Liam Neeson sends support to cast of Brian Friel s Translations at the Lyric Theatre belfastlive.co.uk - get the latest breaking news, showbiz & celebrity photos, sport news & rumours, viral videos and top stories from belfastlive.co.uk Daily Mail and Mail on Sunday newspapers.
Seamus Deane: Derry-born author and poet dies
Published
The author and poet Seamus Deane has died aged 81.
Deane, an original member of the Field Day Theatre Company from Londonderry, died in hospital on 12 May.
President of Ireland Michael D. Higgins said his death would be an incalculable loss to Irish writing .
His debut novel Reading in the Dark was shortlisted for the Booker Prize and won The Irish Times International Fiction Prize and The Irish Literature Prize in 1997.
In a statement, Mr Higgins said Deane was a distinguished poet, novelist and internationally acclaimed university teacher . To Derry he leaves the incomparable legacy of the life, the writing, the concerns, the despair and the hope, that he shared with its people and to which so much of the work would respond, said Mr Higgins.
Award-winning actress Kathy Burke has praised the Lyric Theatre s new lockdown production, Sadie, saying it was so brilliant, she watched it twice.
The play, written by David Ireland for the Lyric, in association with Field Day Theatre Company, was filmed on the Main Stage in February, as part of BBC Arts Lights up theatre campaign for a new Culture in Quarantine season.
Starring Abigail McGibbon in the title role, Sadie was broadcast on BBC Four on March 31 and then on BBC2 NI, the following night. It will also be available to view for 12 months on BBC iPlayer.
Burke, who has won many accolades, including Best Actress at the Cannes Film Festival and British Comedy Awards, told her 436,000 Twitter followers that the production was amazing and urged them to give it a watch.
Revenge Against Revenge: Biden’s Revenge Politics and “The Cure at Troy”
WITH JOE BIDEN now established in the White House without the feared retaliation of his predecessor’s rabid and well-armed supporters, it is tempting to imagine that the age of revenge politics is at its close. But those politics remain, tethered as they are to a vengeful form of neoliberalism that Biden helped foster throughout his political career. In their now-subtler form, they threaten to germinate in the years of his administration, and bloom again afterward. A closer look at the new president’s mobilization of Seamus Heaney’s famous poem about forgiveness offers clues to the past, present, and future of revenge politics in America.
Submitting.
Sadie is a dark drama set in Northern Ireland in 2020. In contravention of lockdown rules sharp-witted cleaner Sadie (Abigail McGibbon) develops an intense, dysfunctional relationship with a much younger man – triggering a psychological showdown with the remnant demons of her past.
A one night stand with the new office temp Joao (Santino Smith) develops into something much more serious when Joao reveals he’s in love with her. Sadie is flattered but with a long history of terrible relationships, she wonders if it’s even possible for her to be happy in love. To answer that question, she calls upon her long dead uncle Red (Patrick Jenkins), her abusive ex-husband Clark (David Pearse) and her new therapist Mairead (Andrea Irvine). Together they help her face some horrifying truths she’s kept hidden for too long.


> ACTIVITY
Output the data word for word, dropping every image.
[[ DATA FOR THIS EXERCISE open ]]
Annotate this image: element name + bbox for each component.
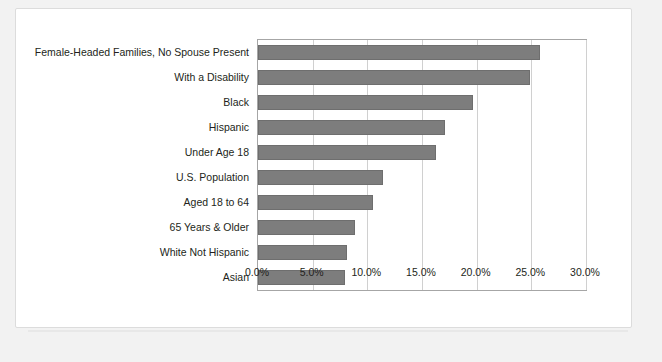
gridline [586,40,587,290]
bar-row: U.S. Population [258,165,586,190]
bar-row: Black [258,90,586,115]
bar[interactable] [258,120,445,135]
bar[interactable] [258,195,373,210]
category-label: Aged 18 to 64 [184,193,249,212]
bar-row: With a Disability [258,65,586,90]
x-tick-label: 15.0% [391,266,451,278]
bar-row: Under Age 18 [258,140,586,165]
category-label: White Not Hispanic [160,243,249,262]
category-label: Hispanic [209,118,249,137]
x-tick-label: 5.0% [282,266,342,278]
bar-row: Female-Headed Families, No Spouse Presen… [258,40,586,65]
category-label: Female-Headed Families, No Spouse Presen… [35,43,249,62]
bar-chart: Female-Headed Families, No Spouse Presen… [16,9,633,329]
bar[interactable] [258,170,383,185]
footer-divider [28,330,628,332]
x-tick-label: 10.0% [336,266,396,278]
x-tick-label: 30.0% [555,266,615,278]
bar[interactable] [258,95,473,110]
bar[interactable] [258,220,355,235]
category-label: Under Age 18 [185,143,249,162]
bar-row: White Not Hispanic [258,240,586,265]
category-label: With a Disability [174,68,249,87]
figure-root: Female-Headed Families, No Spouse Presen… [0,0,662,362]
bar[interactable] [258,45,540,60]
bar[interactable] [258,145,436,160]
bar-row: 65 Years & Older [258,215,586,240]
x-tick-label: 20.0% [446,266,506,278]
x-tick-label: 25.0% [500,266,560,278]
chart-card: Female-Headed Families, No Spouse Presen… [15,8,632,328]
plot-area: Female-Headed Families, No Spouse Presen… [257,39,587,291]
bar-row: Hispanic [258,115,586,140]
bar[interactable] [258,70,530,85]
bar[interactable] [258,245,347,260]
bar-row: Aged 18 to 64 [258,190,586,215]
category-label: U.S. Population [176,168,249,187]
category-label: 65 Years & Older [170,218,249,237]
category-label: Black [223,93,249,112]
x-tick-label: 0.0% [227,266,287,278]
[[ DATA FOR THIS EXERCISE closed ]]
> ANSWER SPACE
Annotate this image: element name + bbox for each component.
gridline [586,40,587,290]
bar-row: U.S. Population [258,165,586,190]
bar-row: Black [258,90,586,115]
bar[interactable] [258,120,445,135]
bar[interactable] [258,195,373,210]
category-label: Aged 18 to 64 [184,193,249,212]
bar-row: With a Disability [258,65,586,90]
x-tick-label: 15.0% [391,266,451,278]
bar-row: Under Age 18 [258,140,586,165]
category-label: White Not Hispanic [160,243,249,262]
category-label: Hispanic [209,118,249,137]
x-tick-label: 5.0% [282,266,342,278]
bar-row: Female-Headed Families, No Spouse Presen… [258,40,586,65]
category-label: Female-Headed Families, No Spouse Presen… [35,43,249,62]
bar-chart: Female-Headed Families, No Spouse Presen… [16,9,633,329]
bar[interactable] [258,170,383,185]
footer-divider [28,330,628,332]
x-tick-label: 10.0% [336,266,396,278]
x-tick-label: 30.0% [555,266,615,278]
bar[interactable] [258,95,473,110]
bar[interactable] [258,220,355,235]
category-label: Under Age 18 [185,143,249,162]
bar-row: White Not Hispanic [258,240,586,265]
category-label: With a Disability [174,68,249,87]
figure-root: Female-Headed Families, No Spouse Presen… [0,0,662,362]
bar[interactable] [258,45,540,60]
bar[interactable] [258,145,436,160]
bar-row: 65 Years & Older [258,215,586,240]
x-tick-label: 20.0% [446,266,506,278]
x-tick-label: 25.0% [500,266,560,278]
chart-card: Female-Headed Families, No Spouse Presen… [15,8,632,328]
plot-area: Female-Headed Families, No Spouse Presen… [257,39,587,291]
bar-row: Hispanic [258,115,586,140]
bar[interactable] [258,70,530,85]
bar[interactable] [258,245,347,260]
bar-row: Aged 18 to 64 [258,190,586,215]
category-label: U.S. Population [176,168,249,187]
category-label: 65 Years & Older [170,218,249,237]
category-label: Black [223,93,249,112]
x-tick-label: 0.0% [227,266,287,278]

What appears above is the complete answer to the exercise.